Master Photographer Malick Sidibé Dead at 80

It was announced yesterday by the family of Malick Sidibé that the brilliant Malian photographer has died after a long illness. It’s a huge loss for the global art community. Sidibé’s work straddles multiple worlds at once, forging a seamless union between a gorgeous, glamorous aesthetic and a subtly wielded but powerful politic. His groundbreaking black and white photographic work in the 1960s captured African youth culture that was in deep conversation with notions and definitions of European cool while being utterly unique in the ways it manifested new African style and vision. The nightlife images and portraits he snapped broadened (if not hijacked) the definition of cool as the black bodies within them moved with élan from colonial subject to self-ownership and determination.

Nuit de Noël, 1963. Courtesy Malick Sidibé, Andre Magnin, and Tristin Hoare.

What he was capturing was the liberating power of the music that was shifting everything in West African culture at the time. Speaking to LensCulture in 2008, the master noted, “I have to tell you, music liberated African youth from the taboo of being with a woman. They were able to get close to each other, which is why I was always invited to these parties. I had to go in order to record these moments, when a young man could dance with a young woman close up. We were not used to it. It was a very powerful moment for young Malian men to see themselves dancing with a girl. That didn’t exist before.”

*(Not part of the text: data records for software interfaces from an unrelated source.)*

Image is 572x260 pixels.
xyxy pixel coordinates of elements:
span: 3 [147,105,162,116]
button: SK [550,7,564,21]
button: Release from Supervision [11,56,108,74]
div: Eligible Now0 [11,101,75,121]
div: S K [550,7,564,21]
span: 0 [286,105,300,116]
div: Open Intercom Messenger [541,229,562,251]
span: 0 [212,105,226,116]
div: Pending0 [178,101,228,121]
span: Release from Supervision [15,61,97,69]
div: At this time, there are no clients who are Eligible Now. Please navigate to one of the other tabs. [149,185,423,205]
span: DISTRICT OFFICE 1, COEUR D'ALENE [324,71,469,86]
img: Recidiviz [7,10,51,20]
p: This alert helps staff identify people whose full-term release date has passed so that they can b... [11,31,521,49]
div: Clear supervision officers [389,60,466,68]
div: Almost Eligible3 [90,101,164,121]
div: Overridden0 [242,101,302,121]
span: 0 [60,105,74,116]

His camera remained prolific throughout the 1970s and beyond, and Sidibé became the first African winner of the Golden Lion for lifetime achievement at the 2007 Venice Biennale.

It’s an ongoing, seemingly never ending project to have the larger world see and appreciate the layered realities of Africa, and Sidibé’s work is at the vanguard of 20th century art doing that heavy lifting while making it seem effortless.

According to his obituary in the Guardian, Sidibé was born in either 1935 or 1936 in Mali, which was then called the French Sudan. He started school at the age of 10, and in 1952 won a place at the École des Artisans Soudanais in Bamako, receiving his first bug career break working in the studio of Bamako’s leading society ­photo­grapher, Gérard Guillat.

Something of his inimitable style was introduced to the larger pop world in 1997 when music video director Mark Romanek turned to Sidibé’s work for inspiration for Janet Jackson’s best video for her best track, “Got Til It’s Gone.” The lushly photographed clip captured the sexy, sensual highlife vibe of 1960s West African nightclubs by directly referencing the clothing and styles Sidibé had captured in his work. It was a bold celebration of unapologetically black beauty and agency that went directly to Africa to find its muse. (The Jackson clip, in turn, is in some ways the template for the nightclub-set version of Rihanna’s “Work” video.)

Describing his approach to photographing his portrait subjects – and the effect he is after – in the LensCulture interview, the legendary photographer said, “When you look at my photos, you are seeing a photo that seems to move before your eyes. Those are the sorts of poses I gave them. Not poses that were inert or lifeless. No.”

Top photo by Andrew Marks/Corbis
All other photos courtesy Malick Sidibé/Jack Shaiman Gallery unless otherwise noted.